Better Off Dead (dir. Savage Steve Holland, 1985)
Lane Meyer (John Cusack) is a high school student and mediocre skier who is in love with the idea of his girlfriend Beth (Amanda Wyss), much to the consternation and confusion of his parents Al and Jenny (David Ogden Stiers and Kim Darby). When Beth dumps him for Roy Stalin (Aaron Dozier), the captain of the ski team, which Lane completely failed to qualify for, our hero is driven to suicidal despair.
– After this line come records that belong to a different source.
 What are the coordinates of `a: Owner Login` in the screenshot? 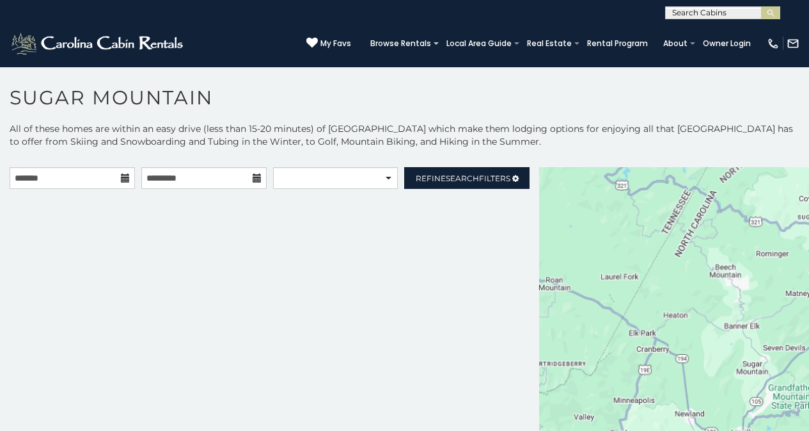 It's located at (727, 44).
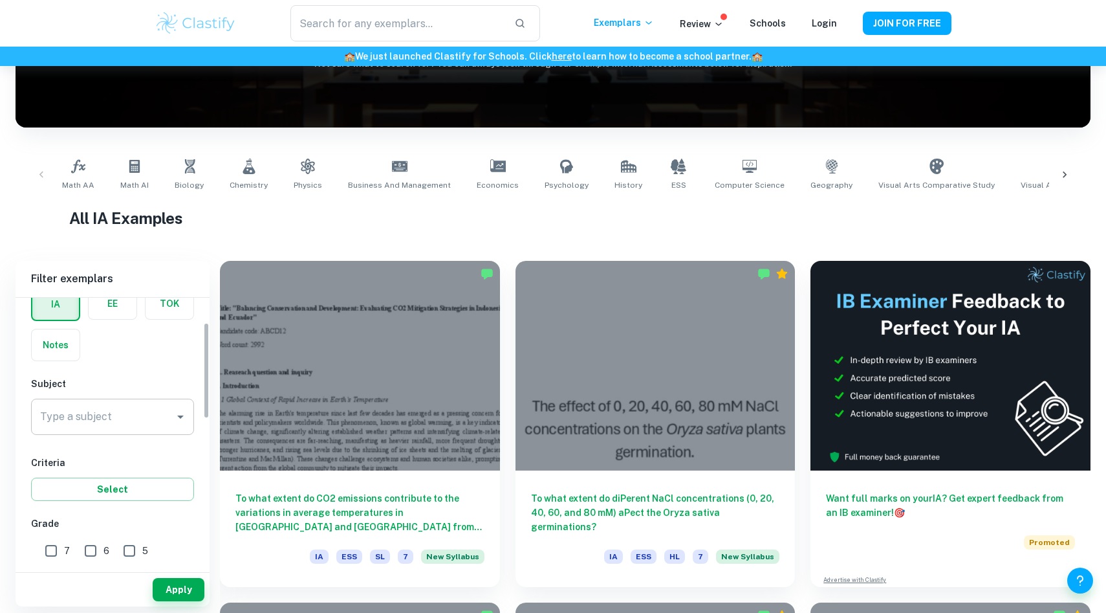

Every attempt to kill himself fails due to luck and happenstance, but everything else in his life might kill him anyway, not least of all his attempt to ski the K-12 peak to win Beth back, as if Monique (Diane Franklin), the nice and pleasant French foreign exchange student, weren’t right there.
Probably the best of the eighties ski comedies and a stealth Christmas classic, Better Off Dead is very good at capturing the heightened emotions of teenagers, be that Lane’s overreaction to a breakup or the various flights of fancy and bursts of surrealism that pepper the film. Who among us could forget that newsboy who wants his two dollars or the fairly racist gag about the Asian racer who sounds exactly like Howard Cosell? It is darkly funny, though not to the extent of something like Heathers. It does, however, feature multiple grown adults asking Lane if it’s alright if they try to ‘date’ Beth. I also learned for the first time that the creep that Monique lives with as part of her exchange program is Dan Schneider, who is allegedly [1] a total monster. Still, it’s pretty good!
[1] Definitely, but legally speaking we must use allegedly.